DSStatefulComponent extends DSComponent with a tx_changed publisher. Subclass it when your component maintains observable state:

from dssim.pubsub.components.base import DSStatefulComponent

class Counter(DSStatefulComponent):
    def __init__(self, **kwargs):
        super().__init__(**kwargs)
        self._count = 0

    def increment(self):
        self._count += 1
        self.sim.signal(self.tx_changed, self)   # notify observers

    @property
    def count(self):
        return self._count

Observers can wait for count changes:

async def watcher(counter):
    with sim.consume(counter.tx_changed):
        await sim.wait(timeout=10, cond=lambda e: e.count >= 5)
    print(f"counter reached 5 at t={sim.time}")

7.5 Built-in HW Components

DSSim includes two ready-made hardware models under dssim.pubsub.components.

7.5.1 Timer

DSTimer is a periodic clock with start/stop/pause/resume control. See Section 6.6 for the full API.

Typical use in a hardware model:

from dssim.pubsub.components.time import DSTimer

sim = DSSimulation()

# A 10 MHz clock with limited cycle count
clk = DSTimer(period=0.1e-6, repeats=1000, sim=sim)
edge = sim.callback(lambda e: ...)
clk.tx.add_subscriber(edge, clk.tx.Phase.CONSUME)
clk.start(clk.period, clk.counter)
sim.run(until=1e-3)

7.5.2 UART

A noisy UART line model is provided in dssim.pubsub.components.hw.uart:

from dssim.pubsub.components.hw.uart import UARTNoisyLine

line = UARTNoisyLine(bit_error_probability=1e-6, name="uart_line", sim=sim)
# line.rx — input endpoint (callback)
# line.tx — output publisher

The model introduces random bit errors based on a configurable probability. You connect line.rx to the transmitter and line.tx to the receiver.


7.6 Example: A Complete Producer-Processor Chain

The following ties together the concepts from this chapter into a small hardware-style pipeline:

from dssim import DSSimulation, DSComponent

sim = DSSimulation()

# Stage 1: Packet source
class PacketSource(DSComponent):
    def __init__(self, tx, **kwargs):
        super().__init__(**kwargs)
        self.tx = tx
        self.sim.process(self._run()).schedule(0)

    async def _run(self):
        for seq in range(5):
            await self.sim.sleep(1)
            self.tx.signal({"seq": seq, "data": b"payload"})

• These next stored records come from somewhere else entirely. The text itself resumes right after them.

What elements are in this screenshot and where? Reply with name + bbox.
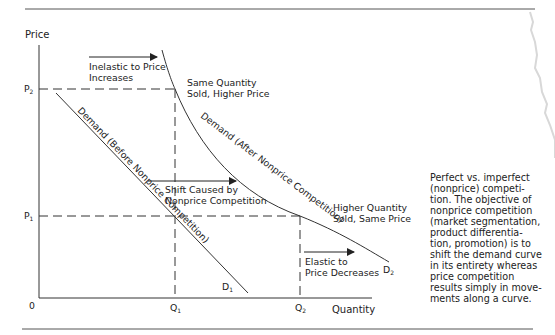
shift-annotation: Shift Caused by Nonprice Competition <box>165 184 267 206</box>
x-axis-label: Quantity <box>332 304 375 315</box>
higher-quantity-annotation: Higher Quantity Sold, Same Price <box>333 202 411 224</box>
d1-end-label: D1 <box>222 281 233 293</box>
origin-label: 0 <box>29 300 35 311</box>
same-quantity-annotation: Same Quantity Sold, Higher Price <box>187 77 270 99</box>
d2-end-label: D2 <box>383 264 394 276</box>
q1-label: Q1 <box>170 302 181 314</box>
inelastic-annotation: Inelastic to Price Increases <box>89 61 169 83</box>
p1-label: P1 <box>24 210 34 222</box>
d2-curve-label: Demand (After Nonprice Competition) <box>199 110 347 225</box>
elastic-annotation: Elastic to Price Decreases <box>305 256 379 278</box>
figure-caption: Perfect vs. imperfect (nonprice) competi… <box>430 172 548 304</box>
torn-edge-shadow <box>530 12 555 158</box>
q2-label: Q2 <box>295 302 306 314</box>
y-axis-label: Price <box>25 29 49 40</box>
d1-curve-label: Demand (Before Nonprice Competition) <box>76 105 212 245</box>
p2-label: P2 <box>24 83 34 95</box>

# Stage 2: Processing queue
q = sim.queue(capacity=4)
bus = sim.publisher(name="bus")
q_feeder = sim.callback(lambda e: q.put_nowait(e))
bus.add_subscriber(q_feeder, bus.Phase.CONSUME)

# Stage 3: Consumer
async def worker():
    while True:
        pkt = await q.get(timeout=float('inf'))
        await sim.sleep(0.5)   # process time
        print(f"t={sim.time:.1f}: processed seq={pkt['seq']}")

sim.process(worker()).schedule(0)
PacketSource(tx=bus, name="source", sim=sim)
sim.run(until=20)

7.7 Key Takeaways

  • DSComponent is the base for all named simulation objects; pass name= and sim= at construction.
  • Hardware-style models have input endpoints (callbacks/subscribers), optional internal processes, and output endpoints (publishers).
  • Use DSStatefulComponent when the component should broadcast state changes.
  • DSTimer and UARTNoisyLine are ready-made building blocks.
  • For custom components, wire up sim.process(...), sim.publisher(...), and sim.kw_callback(...) inside __init__.